Teaching and Critiquing Conceptualization and Operationalization in NLP
Vagrant Gautam
TL;DR
The paper presents a seminar designed to teach NLP students to critically examine how abstract concepts (e.g., bias, interpretability, reasoning) are conceptualized and operationalized. It articulates a cyclical, reading-heavy pedagogy using interdisciplinary critiques, paired presentations, and scaffolded feedback to foster deep critique and project design. By detailing structure, readings, and assignments, the work demonstrates how conceptual and societal critiques can shape research choices and教育 outcomes. It also discusses limitations such as scalability and the need for ethically aware, sociotechnical framing in NLP education.
Abstract
NLP researchers regularly invoke abstract concepts like "interpretability," "bias," "reasoning," and "stereotypes," without defining them. Each subfield has a shared understanding or conceptualization of what these terms mean and how we should treat them, and this shared understanding is the basis on which operational decisions are made: Datasets are built to evaluate these concepts, metrics are proposed to quantify them, and claims are made about systems. But what do they mean, what should they mean, and how should we measure them? I outline a seminar I created for students to explore these questions of conceptualization and operationalization, with an interdisciplinary reading list and an emphasis on discussion and critique.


**Your task:** Which lines of the data contain the string "title"? Copy every one of them.

Figure record extracts:
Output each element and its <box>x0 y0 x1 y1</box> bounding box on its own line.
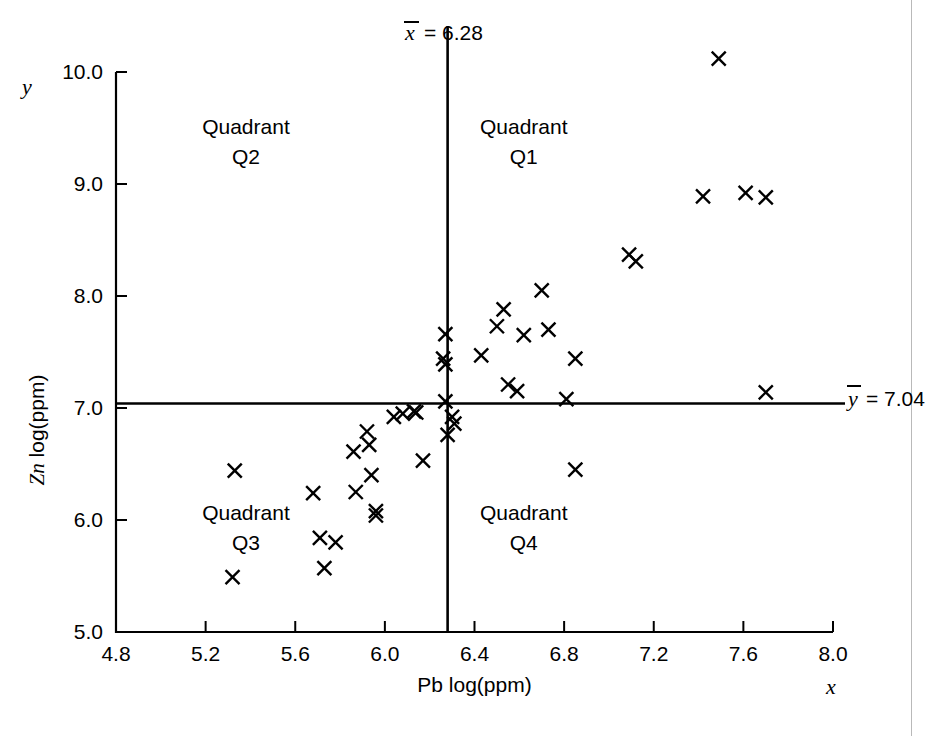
data-point <box>228 464 242 478</box>
y-tick-label-group: 5.06.07.08.09.010.0 <box>62 60 103 643</box>
data-point <box>568 463 582 477</box>
data-point <box>501 377 515 391</box>
data-point <box>474 348 488 362</box>
data-point <box>490 319 504 333</box>
data-point <box>438 327 452 341</box>
y-tick-label: 8.0 <box>74 284 103 307</box>
quadrant-label-line2: Q3 <box>232 531 260 554</box>
y-tick-label: 9.0 <box>74 172 103 195</box>
quadrant-label-line1: Quadrant <box>480 115 568 138</box>
axis-spine <box>116 72 833 632</box>
data-point <box>517 328 531 342</box>
y-axis-title-variable: Zn <box>25 463 49 485</box>
x-tick-label: 6.4 <box>460 642 490 665</box>
x-axis-variable-symbol: x <box>825 674 836 699</box>
y-axis-title-group: Zn log(ppm) <box>25 375 49 486</box>
y-tick-label: 6.0 <box>74 508 103 531</box>
y-axis-title: Zn log(ppm) <box>25 375 49 486</box>
data-point <box>510 384 524 398</box>
y-axis-title-units: log(ppm) <box>25 375 48 464</box>
y-tick-label: 10.0 <box>62 60 103 83</box>
y-axis-variable-symbol: y <box>20 74 32 99</box>
axes-group <box>116 72 833 632</box>
data-point <box>329 535 343 549</box>
data-point <box>364 468 378 482</box>
data-point <box>226 570 240 584</box>
plot-svg: 4.85.25.66.06.46.87.27.68.0 5.06.07.08.0… <box>0 0 930 736</box>
data-point <box>349 485 363 499</box>
y-tick-group <box>116 72 127 632</box>
x-mean-symbol: x <box>404 20 415 45</box>
y-tick-label: 7.0 <box>74 396 103 419</box>
data-point <box>317 561 331 575</box>
data-point <box>497 302 511 316</box>
quadrant-label-line2: Q1 <box>510 145 538 168</box>
data-point <box>347 445 361 459</box>
quadrant-label-line1: Quadrant <box>480 501 568 524</box>
x-tick-label: 7.2 <box>639 642 668 665</box>
data-point <box>313 531 327 545</box>
x-tick-label: 8.0 <box>818 642 847 665</box>
y-mean-label-group: y = 7.04 <box>846 386 925 411</box>
y-tick-label: 5.0 <box>74 620 103 643</box>
x-tick-label: 5.2 <box>191 642 220 665</box>
x-tick-label: 7.6 <box>729 642 758 665</box>
data-point <box>568 352 582 366</box>
figure-page: 4.85.25.66.06.46.87.27.68.0 5.06.07.08.0… <box>0 0 930 736</box>
scatter-plot: 4.85.25.66.06.46.87.27.68.0 5.06.07.08.0… <box>0 0 930 736</box>
data-point <box>712 52 726 66</box>
x-mean-label-group: x = 6.28 <box>404 20 483 45</box>
data-point <box>739 186 753 200</box>
data-point <box>362 438 376 452</box>
quadrant-label-group: QuadrantQ1QuadrantQ2QuadrantQ3QuadrantQ4 <box>202 115 568 554</box>
data-point <box>759 190 773 204</box>
x-tick-label: 4.8 <box>101 642 130 665</box>
quadrant-label-q3: QuadrantQ3 <box>202 501 290 554</box>
data-point <box>416 454 430 468</box>
quadrant-label-line2: Q4 <box>510 531 538 554</box>
x-tick-group <box>116 621 833 632</box>
data-point <box>629 254 643 268</box>
x-tick-label-group: 4.85.25.66.06.46.87.27.68.0 <box>101 642 847 665</box>
quadrant-label-q4: QuadrantQ4 <box>480 501 568 554</box>
y-mean-text: = 7.04 <box>866 387 925 410</box>
data-point <box>759 385 773 399</box>
data-point <box>438 394 452 408</box>
quadrant-label-q2: QuadrantQ2 <box>202 115 290 168</box>
data-point <box>306 486 320 500</box>
quadrant-label-q1: QuadrantQ1 <box>480 115 568 168</box>
data-point <box>535 283 549 297</box>
y-mean-symbol: y <box>846 386 858 411</box>
data-point <box>696 189 710 203</box>
data-point <box>541 323 555 337</box>
x-axis-title: Pb log(ppm) <box>417 673 531 696</box>
x-tick-label: 6.8 <box>550 642 579 665</box>
quadrant-label-line1: Quadrant <box>202 115 290 138</box>
data-point <box>360 425 374 439</box>
x-mean-text: = 6.28 <box>424 21 483 44</box>
x-tick-label: 6.0 <box>370 642 399 665</box>
x-tick-label: 5.6 <box>281 642 310 665</box>
quadrant-label-line1: Quadrant <box>202 501 290 524</box>
quadrant-label-line2: Q2 <box>232 145 260 168</box>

**Your response:**
y-axis-title-variable: Zn <box>25 463 49 485</box>
y-axis-title-group: Zn log(ppm) <box>25 375 49 486</box>
y-axis-title: Zn log(ppm) <box>25 375 49 486</box>
y-axis-title-units: log(ppm) <box>25 375 48 464</box>
x-axis-title: Pb log(ppm) <box>417 673 531 696</box>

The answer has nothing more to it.